The poem Kissing in hats is a villanelle, a verse form where the regular repetition of two key lines gives added urgency to what is being said.
The effect is intensified here by double tracking of the speaker's voice, as a moving path scans a drawing of World War Two lovers kissing in hats
before the men must board their train. This is a new version with the text of the poem on screen.
Shot in 2006 in New York's Metropolitan Museum of Art, the film tracks through the Near Eastern, African and Oceanic collections, offering fleeting glimpses of statues, bowls and historical artefacts.

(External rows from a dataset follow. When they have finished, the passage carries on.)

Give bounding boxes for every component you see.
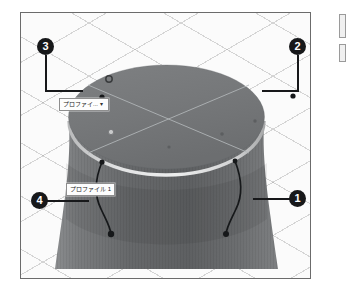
3d-model-viewport[interactable]: プロファイ...▾ プロファイル 1	[20, 12, 311, 279]
screenshot-root: プロファイ...▾ プロファイル 1 3 2 1 4	[0, 0, 354, 304]
callout-4: 4	[31, 192, 48, 209]
callout-3-leader-horizontal	[45, 90, 83, 92]
edge-chip-top[interactable]	[339, 14, 346, 38]
callout-3: 3	[37, 38, 54, 55]
chevron-down-icon[interactable]: ▾	[98, 100, 105, 109]
model-scene	[21, 13, 311, 279]
callout-2-leader-horizontal	[262, 90, 299, 92]
callout-2: 2	[289, 38, 306, 55]
top-face	[69, 65, 265, 169]
profile-1-label[interactable]: プロファイル 1	[66, 183, 115, 196]
edge-chip-bottom[interactable]	[339, 44, 346, 62]
profile-dropdown-text: プロファイ...	[63, 100, 98, 109]
callout-4-leader	[47, 200, 89, 202]
profile-1-text: プロファイル 1	[70, 185, 111, 194]
callout-1: 1	[289, 190, 306, 207]
callout-2-leader-vertical	[297, 55, 299, 91]
callout-3-leader-vertical	[45, 55, 47, 91]
callout-1-leader	[253, 198, 291, 200]
profile-dropdown-label[interactable]: プロファイ...▾	[59, 98, 109, 111]
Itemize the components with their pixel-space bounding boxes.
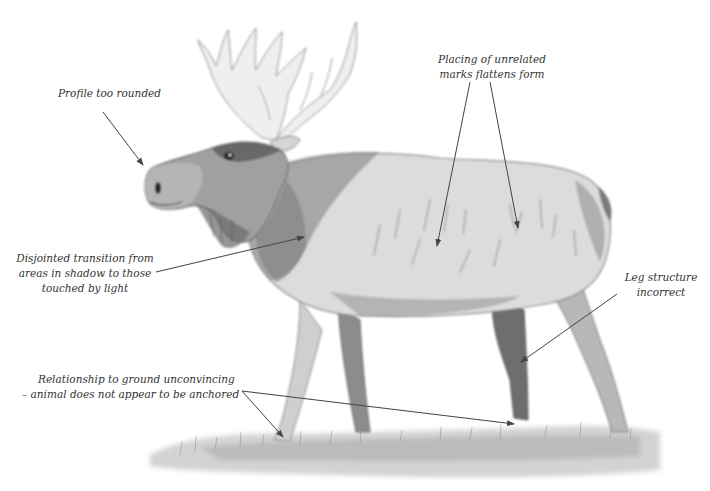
- moose-antlers: [198, 22, 357, 144]
- annotation-line: – animal does not appear to be anchored: [22, 387, 239, 402]
- annotation-line: marks flattens form: [432, 67, 552, 82]
- moose-eye: [224, 152, 234, 160]
- grass-ground: [150, 426, 660, 477]
- annotation-line: Profile too rounded: [58, 86, 161, 101]
- annotation-line: Placing of unrelated: [432, 52, 552, 67]
- arrow-profile: [103, 112, 143, 165]
- annotation-ground: Relationship to ground unconvincing – an…: [22, 372, 239, 402]
- moose-watercolor-illustration: [0, 0, 710, 491]
- annotated-illustration: Profile too rounded Placing of unrelated…: [0, 0, 710, 491]
- annotation-line: touched by light: [10, 281, 160, 296]
- annotation-line: Disjointed transition from: [10, 251, 160, 266]
- annotation-profile: Profile too rounded: [58, 86, 161, 101]
- annotation-line: incorrect: [616, 285, 706, 300]
- annotation-transition: Disjointed transition from areas in shad…: [10, 251, 160, 296]
- annotation-leg: Leg structure incorrect: [616, 270, 706, 300]
- annotation-line: areas in shadow to those: [10, 266, 160, 281]
- annotation-line: Relationship to ground unconvincing: [22, 372, 239, 387]
- annotation-marks: Placing of unrelated marks flattens form: [432, 52, 552, 82]
- annotation-line: Leg structure: [616, 270, 706, 285]
- arrow-ground-left: [242, 391, 283, 437]
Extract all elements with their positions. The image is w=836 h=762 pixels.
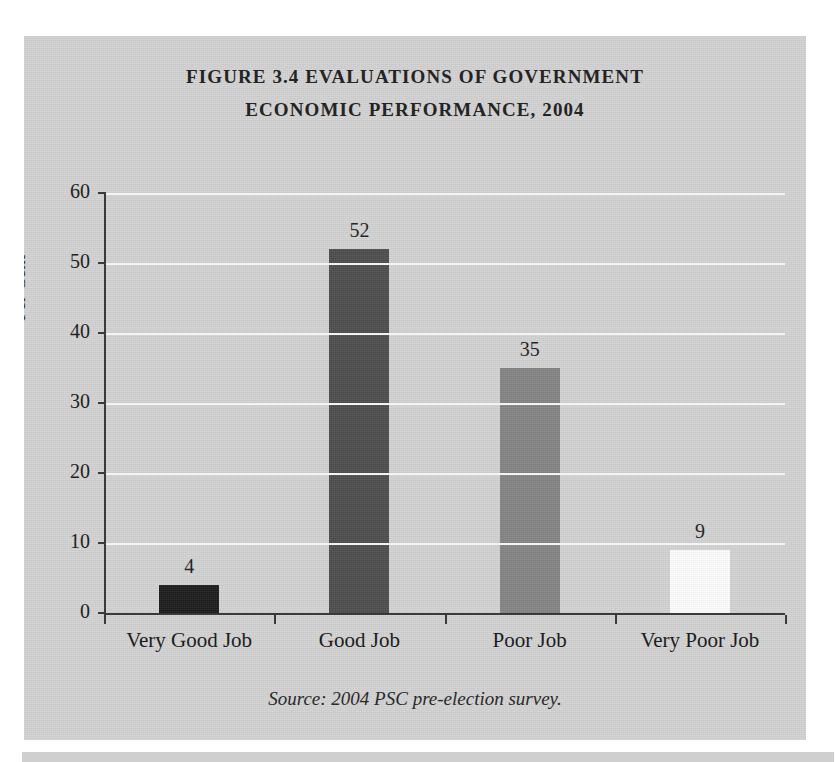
x-axis-tick	[785, 615, 787, 624]
y-axis-tick-label: 40	[70, 320, 90, 343]
x-axis-category-label: Good Job	[274, 628, 444, 653]
y-axis-tick-label: 0	[80, 600, 90, 623]
gridline	[104, 543, 785, 545]
y-axis-tick-label: 30	[70, 390, 90, 413]
y-axis-tick-label: 10	[70, 530, 90, 553]
y-axis-title: Per Cent	[24, 255, 30, 321]
gridline	[104, 473, 785, 475]
figure-panel: FIGURE 3.4 EVALUATIONS OF GOVERNMENT ECO…	[24, 36, 806, 740]
source-note: Source: 2004 PSC pre-election survey.	[24, 688, 806, 710]
x-axis-category-label: Poor Job	[445, 628, 615, 653]
y-axis-tick-label: 20	[70, 460, 90, 483]
x-axis-category-label: Very Poor Job	[615, 628, 785, 653]
x-axis-line	[104, 613, 785, 615]
gridline	[104, 193, 785, 195]
x-axis-tick	[615, 615, 617, 624]
y-axis-tick-label: 60	[70, 180, 90, 203]
figure-title-line-1: FIGURE 3.4 EVALUATIONS OF GOVERNMENT	[24, 60, 806, 93]
x-axis-tick	[445, 615, 447, 624]
y-axis-tick-label: 50	[70, 250, 90, 273]
page-bottom-strip	[22, 752, 834, 762]
x-axis-tick	[104, 615, 106, 624]
y-axis-line	[104, 193, 106, 614]
plot-area	[104, 193, 785, 613]
gridline	[104, 403, 785, 405]
figure-title-line-2: ECONOMIC PERFORMANCE, 2004	[24, 93, 806, 126]
figure-title: FIGURE 3.4 EVALUATIONS OF GOVERNMENT ECO…	[24, 60, 806, 126]
x-axis-category-label: Very Good Job	[104, 628, 274, 653]
gridline	[104, 333, 785, 335]
x-axis-tick	[274, 615, 276, 624]
gridline	[104, 263, 785, 265]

Harmony and chaos meet in a mechanism of rythms and lights. The birth and death of a surreal environment in which familiar game-like rules drive the action's tightly synchronised evolution. A single oscillating dot becomes an abstract musical machine which plays itself using glowing orbs before exploding into particles which collapse together as the cycle completes.

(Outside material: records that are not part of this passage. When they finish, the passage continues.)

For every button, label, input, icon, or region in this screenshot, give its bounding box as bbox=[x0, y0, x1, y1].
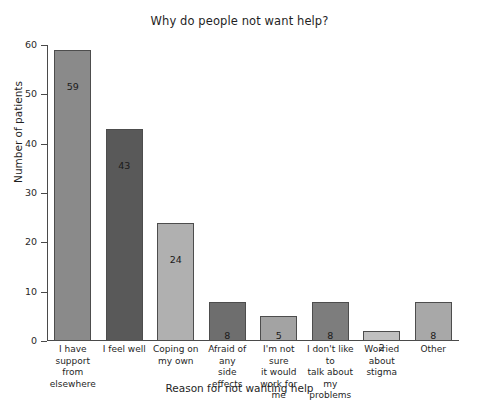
y-tick-mark bbox=[41, 341, 47, 342]
y-tick-label: 10 bbox=[7, 287, 37, 297]
bar-value-label: 43 bbox=[107, 160, 142, 171]
bar: 59 bbox=[54, 50, 91, 341]
chart-title: Why do people not want help? bbox=[0, 14, 479, 28]
bar: 8 bbox=[415, 302, 452, 341]
plot-area: 59432485828 bbox=[47, 45, 459, 341]
bar-value-label: 8 bbox=[210, 330, 245, 341]
bar-value-label: 5 bbox=[261, 330, 296, 341]
bar: 8 bbox=[312, 302, 349, 341]
x-axis-title: Reason for not wanting help bbox=[0, 382, 479, 394]
y-tick-label: 60 bbox=[7, 40, 37, 50]
y-tick-label: 20 bbox=[7, 237, 37, 247]
bar: 24 bbox=[157, 223, 194, 341]
bar-chart: Why do people not want help? 01020304050… bbox=[0, 0, 479, 403]
bar: 43 bbox=[106, 129, 143, 341]
category-label: Other bbox=[408, 344, 460, 356]
y-tick: 0 bbox=[41, 341, 47, 342]
category-label: I feel well bbox=[99, 344, 151, 356]
bar-value-label: 8 bbox=[313, 330, 348, 341]
bar: 5 bbox=[260, 316, 297, 341]
y-tick-label: 0 bbox=[7, 336, 37, 346]
bar-value-label: 59 bbox=[55, 81, 90, 92]
bar: 2 bbox=[363, 331, 400, 341]
category-label: Worried about stigma bbox=[356, 344, 408, 379]
bar-value-label: 8 bbox=[416, 330, 451, 341]
category-label: Coping on my own bbox=[150, 344, 202, 367]
y-axis-title: Number of patients bbox=[12, 62, 24, 202]
bar-value-label: 24 bbox=[158, 254, 193, 265]
bar: 8 bbox=[209, 302, 246, 341]
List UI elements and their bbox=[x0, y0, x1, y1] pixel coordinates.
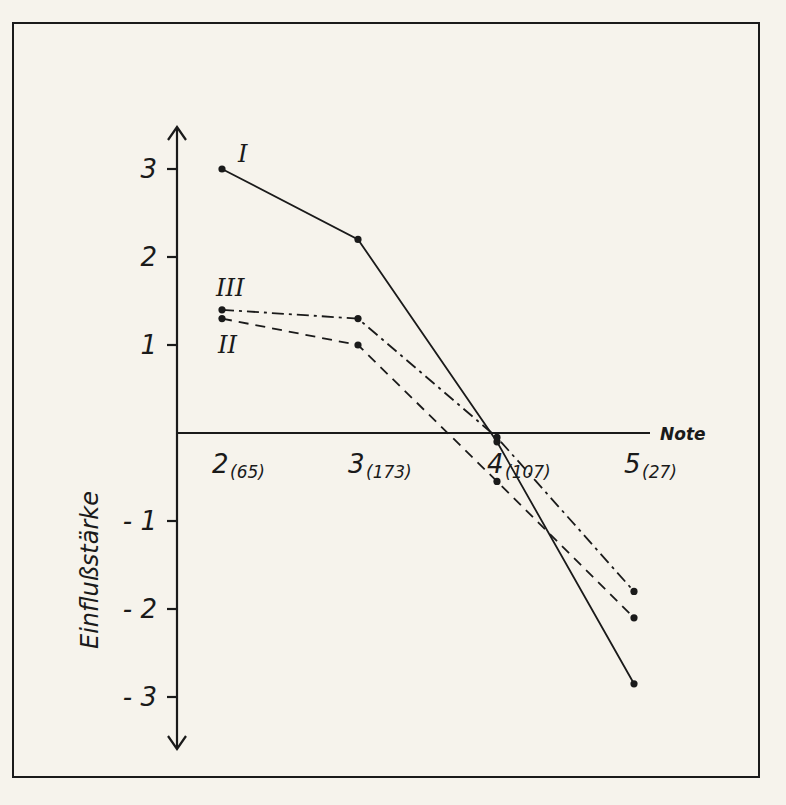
data-point bbox=[354, 315, 361, 322]
x-count-label: (65) bbox=[230, 462, 265, 482]
y-tick-label: - 1 bbox=[123, 506, 157, 536]
x-axis-label: Note bbox=[660, 424, 706, 444]
x-tick-label: 5 bbox=[624, 449, 641, 479]
series-group bbox=[218, 165, 637, 687]
x-count-label: (173) bbox=[366, 462, 412, 482]
data-point bbox=[218, 165, 225, 172]
series-label-I: I bbox=[237, 140, 248, 168]
data-point bbox=[218, 306, 225, 313]
data-point bbox=[354, 341, 361, 348]
y-tick-label: - 2 bbox=[123, 594, 157, 624]
y-tick-label: 1 bbox=[140, 330, 157, 360]
data-point bbox=[630, 680, 637, 687]
y-tick-label: 2 bbox=[140, 242, 157, 272]
x-tick-label: 2 bbox=[212, 449, 229, 479]
labels: 321- 1- 2- 32(65)3(173)4(107)5(27)NoteEi… bbox=[76, 140, 706, 712]
y-tick-label: 3 bbox=[140, 154, 157, 184]
data-point bbox=[493, 434, 500, 441]
line-chart: 321- 1- 2- 32(65)3(173)4(107)5(27)NoteEi… bbox=[0, 0, 786, 805]
series-label-II: II bbox=[217, 331, 237, 359]
series-line-I bbox=[222, 169, 634, 684]
x-tick-label: 3 bbox=[348, 449, 365, 479]
x-count-label: (107) bbox=[505, 462, 551, 482]
x-count-label: (27) bbox=[642, 462, 677, 482]
series-line-III bbox=[222, 310, 634, 592]
y-axis-label: Einflußstärke bbox=[76, 491, 104, 649]
data-point bbox=[218, 315, 225, 322]
data-point bbox=[354, 236, 361, 243]
data-point bbox=[630, 588, 637, 595]
x-tick-label: 4 bbox=[487, 449, 504, 479]
axes bbox=[167, 127, 650, 749]
y-tick-label: - 3 bbox=[123, 682, 157, 712]
data-point bbox=[630, 614, 637, 621]
series-label-III: III bbox=[215, 274, 245, 302]
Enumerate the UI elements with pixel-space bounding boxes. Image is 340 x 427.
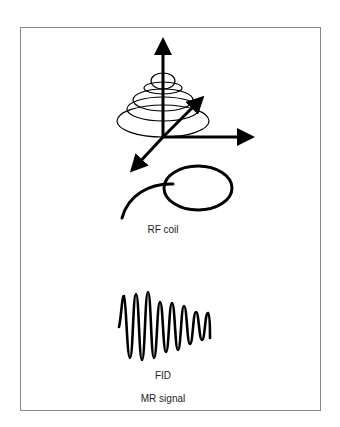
rf-coil-icon bbox=[122, 166, 232, 218]
fid-waveform-icon bbox=[119, 292, 210, 360]
mr-signal-label: MR signal bbox=[103, 393, 223, 404]
fid-label: FID bbox=[103, 370, 223, 381]
coordinate-axes-icon bbox=[136, 46, 246, 166]
rf-coil-label: RF coil bbox=[103, 224, 223, 235]
mr-diagram bbox=[0, 0, 340, 427]
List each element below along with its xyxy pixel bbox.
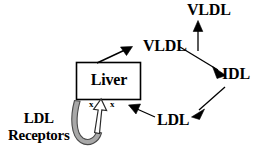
edge-vldl-to-plasma: [193, 21, 203, 52]
edge-idl-to-ldl: [192, 87, 226, 120]
node-label-idl: IDL: [222, 66, 250, 83]
node-label-vldl-plasma: VLDL: [187, 2, 231, 19]
node-label-ldl-receptors: LDL Receptors: [8, 110, 69, 145]
ldl-receptors-line-1: LDL: [8, 110, 69, 127]
receptor-marker-left: x: [89, 99, 94, 109]
edge-liver-to-vldl: [97, 47, 133, 64]
node-label-liver: Liver: [83, 72, 135, 89]
ldl-receptors-line-2: Receptors: [8, 127, 69, 144]
lipoprotein-pathway-diagram: VLDL VLDL IDL LDL Liver LDL Receptors x …: [0, 0, 271, 160]
node-label-ldl: LDL: [157, 112, 189, 129]
edge-vldl-to-idl: [180, 47, 226, 79]
node-label-vldl-hepatic: VLDL: [143, 38, 187, 55]
receptor-marker-right: x: [110, 99, 115, 109]
receptor-loop-arrow: [94, 99, 107, 134]
edge-ldl-to-liver: [129, 104, 156, 117]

From 12th-century China, to 21st-century London, a parable of life.
In Ten Bulls, Kim Bour has taken the Chinese master Kakuan's illustrated fable of the herdsman in search of the elusive bull, and presented it as modern epic of mankind's struggle for understanding.
Trapped by modern life, we sway aimlessly, seeking purpose and true satisfaction. Ten Bulls tracks one man's search for this truth.
Through rich sound design and flowing imagery, Kim Bour leads us through an almost meditative illustration of this timeless quest. Rich and mystical, yet controlled, Ten Bulls melds the harmony of Zen philosophy and film-making: the simplicity that we see all around us - a petal in a stream, a perfect circle - all blend in a modern meditation.
To find, we must seek. The unexamined life is worthless. 'I find the world in me'.
What really happens at a film premiere? 2EYESopen exposes the harsh reality on both sides of the red carpet; the intense adulation lavished upon the superstar while a person deemed unacceptable is dragged from the crowd.